DEQ: Swamp water source of rank odor

GONZALES — A stinky smell reported from Bayou Manchac last week stems from stagnant swamp water in Spanish Lake that heavy rains pushed into the bayou, state environmental regulators said Monday.

Rodney Mallett, Louisiana Department of Environmental Quality spokesman, said in an email Monday that inspectors reached that conclusion “by tracking the flow of the water, visual observations and some field parameters.”

“We did confirm that the odoriferous water as stagnated water washed through Alligator Bayou to Bayou Manchac due to excessive rains,” Mallett wrote.

The same phenomenon has occurred a few times a year for the past three to four years, DEQ officials say.

Alligator Bayou drains Spanish Lake into Bayou Manchac through a floodgate in Iberville Parish. The bayou runs along the borders of East Baton Rouge, Ascension and Iberville parishes to the Amite River.

On Monday, Jonathan Scott, president of Bayou Manchac Group, a group tracking the bayou’s health disputed DEQ’s conclusions.

He said what he smelled on the bayou has the distinct odor of wastewater. He said he plans to try to find the source of what he believes is a sewer overflow after the next major rain.

“It’s just disheartening. It’s going to continue until the residents go and find the leak,” said Scott, an environmental engineer who also is a certified wastewater treatment operator for the petrochemical industry.

The DEQ officials said few plants discharge into the basin, but Scott provided a list of more than 100 plants with discharges that he said ultimately wind up in the basin.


Transcribe the listing exactly, so that nothing but the pictures is missing.

-- Records shown follows --

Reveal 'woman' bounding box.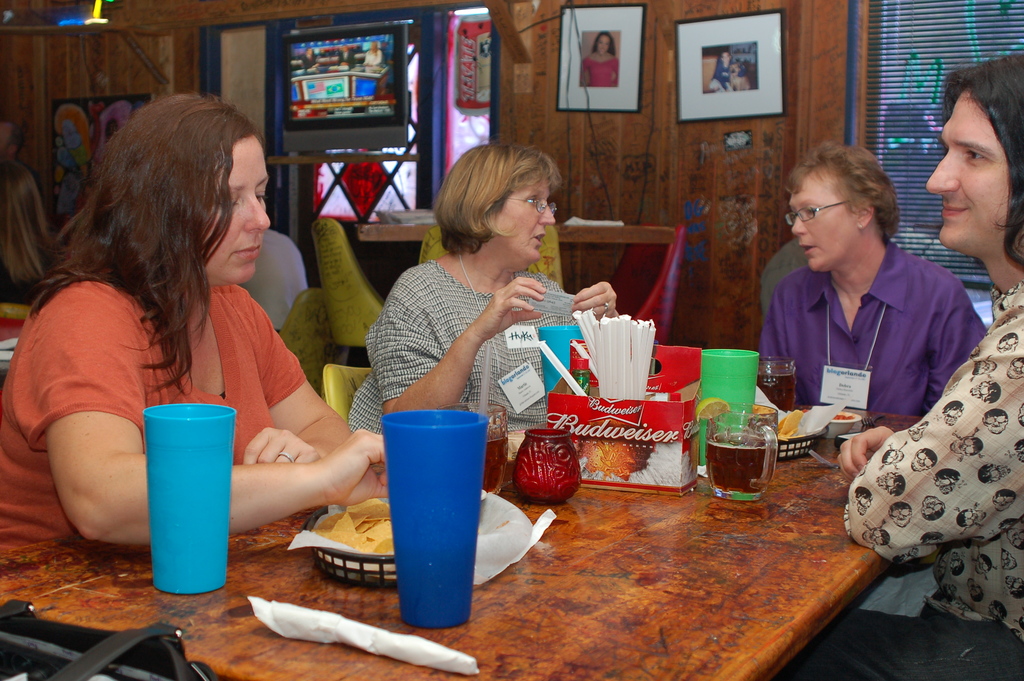
Revealed: 356/147/623/450.
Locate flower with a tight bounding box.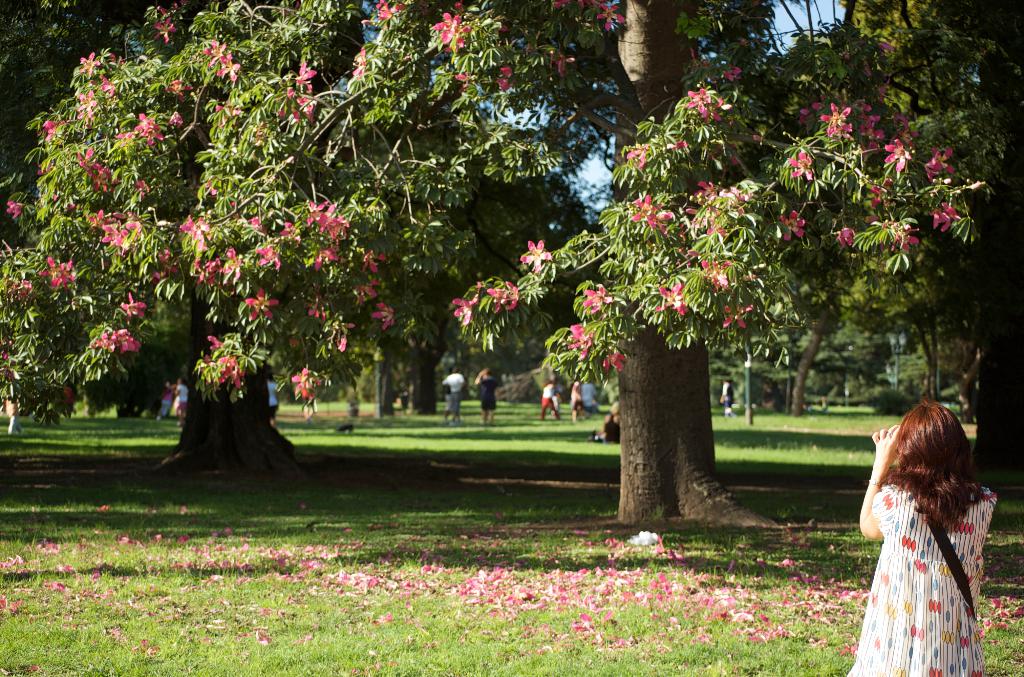
box=[355, 278, 378, 307].
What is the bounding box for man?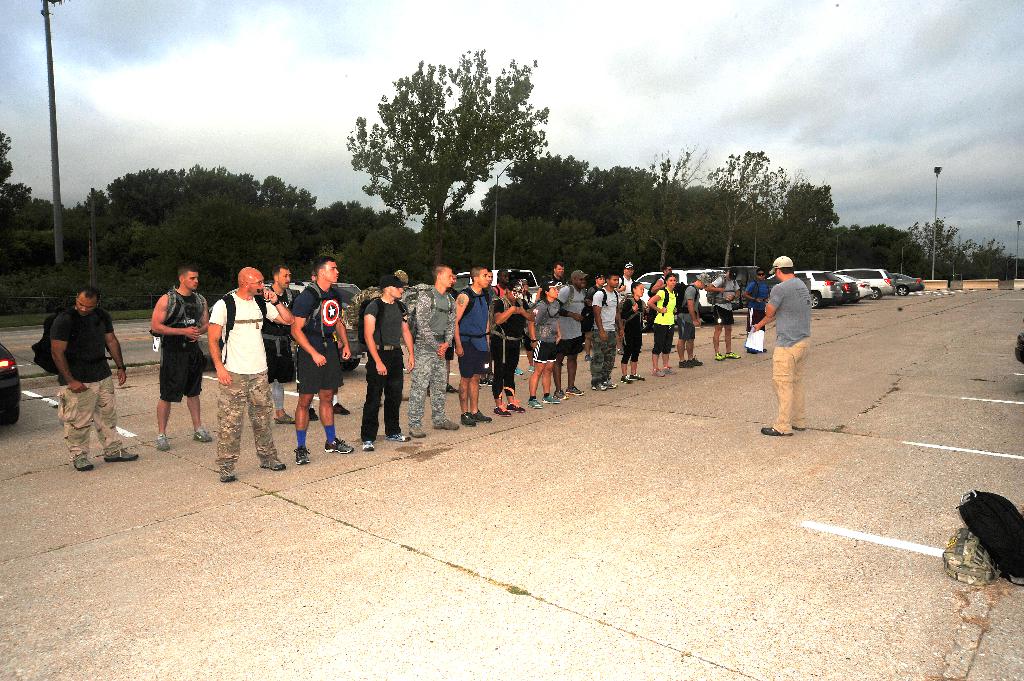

-- Records shown concluded --

▸ Solution to this exercise
Reveal 'woman' bounding box.
Revealed: 356/147/623/450.
Locate flower with a tight bounding box.
box=[355, 278, 378, 307].
What is the bounding box for man?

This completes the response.